Monday, June 25, 2012

Rutherford B. Hayes and Education

Ari Hoogenboom’s Rutherford B. Hayes: Warrior and President is a nice, fat book, perfect for long plane flights. In fact, I’ve read the bulk of it in just three long travel days over the last six weeks. I became interested in Hayes while listening to a book on tape called The Presidents. (I don’t remember the author; it may have been a History Channel special.) Hayes stood out among nineteenth-century First Executives as a man with a cause who used the presidency and the ex-presidency to pursue his cause, where others tended to see the office as an end in itself. Even more remarkably, his cause was providing education for black children.

I love the book so far, but I’m beginning to question Hayes’s faith in education. Seeing the denial of education to some Americans as unjust is one thing; believing that it would solve all of America’s problems is another altogether. Hayes, elected in 1876, believed that educating southern blacks would put them into independent, stable, skilled jobs, and that educating southern whites would rid them of racial prejudice – in his lifetime. Perhaps Hayes erred partly in taking the content of education for granted. A prejudicial system can deepen the unjust prejudice of a culture. A system of practical, vocational education can only train to a certain number of jobs and can only provide a certain amount of dignity.

But even in a culture that includes higher mathematics, ancient languages, morality, philosophy, and religion in its educational system, students are free to ignore the lessons of their teachers. I read allusions to Dr. Johnson’s dictionary in both the Hayes book and in The Thirteen-Gun Salute. I wish I had learned about Samuel Johnson when I was sixteen. I wouldn’t be writing this blog today (or it would be very, very different) if I had learned about Samuel Johnson in public school. But I also have to admit that in nineteenth-century America and Britain, where students did learn about the great lexicographer, that lofty knowledge didn’t preclude terrible social problems.

In any case, the books I’ve been reading lately have me dreaming of the possibilities. Imagine a navy in which the officers regularly discuss philosophy and play Handel. Imagine a peaceful city where wild animals show no aggression toward humans. Imagine an America in which the Thirteenth, Fourteenth, and Fifteenth Amendments are respected, and have been since their adoption. Imagine a free people who understand that education for a democracy doesn’t mean the same education for everyone, but rather the same opportunities for everyone at first and eventually the highest opportunities for the best students, without regard to any demographic line not mentioned in Section 1 of the Fourteenth Amendment.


*Problem details*. Repeat all the data exactly, and where a record holds a picture, leave that picture out.

*Listed entries*.

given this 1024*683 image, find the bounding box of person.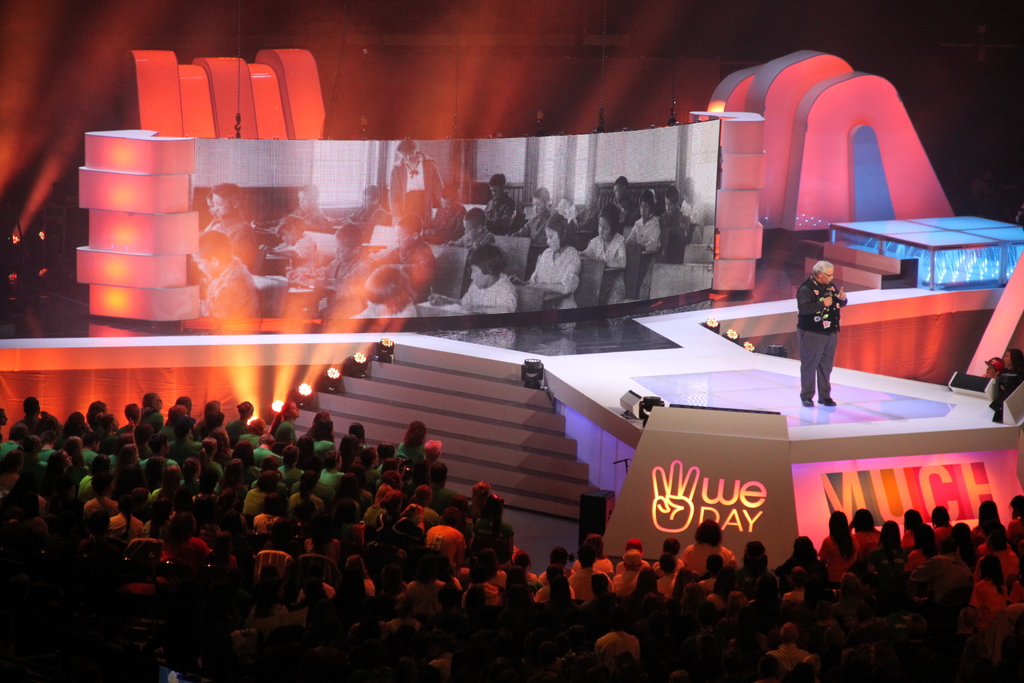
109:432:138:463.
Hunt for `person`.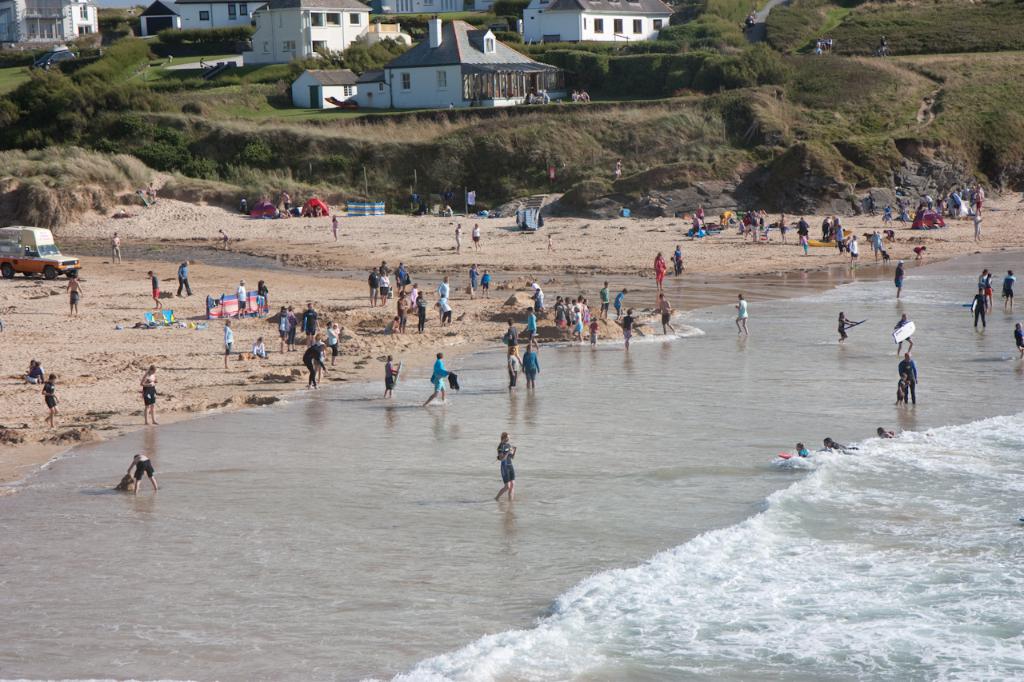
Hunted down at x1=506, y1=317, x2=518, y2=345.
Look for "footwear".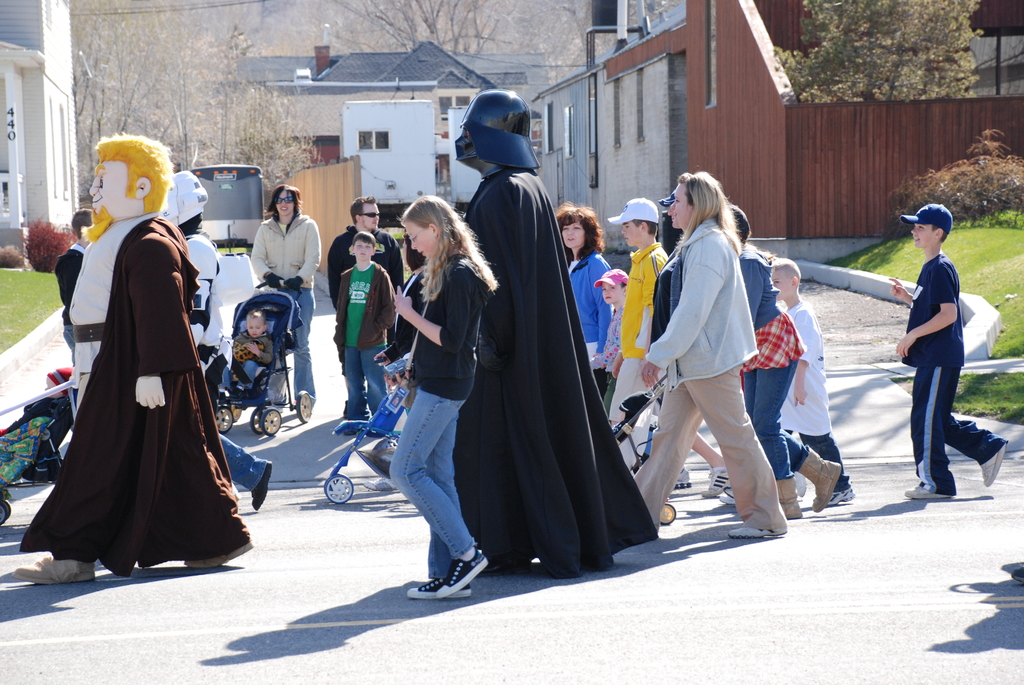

*Exercise response*.
given this 1024*683 image, find the bounding box of person.
109:432:138:463.
Hunt for `person`.
Hunted down at x1=506, y1=317, x2=518, y2=345.
Look for "footwear".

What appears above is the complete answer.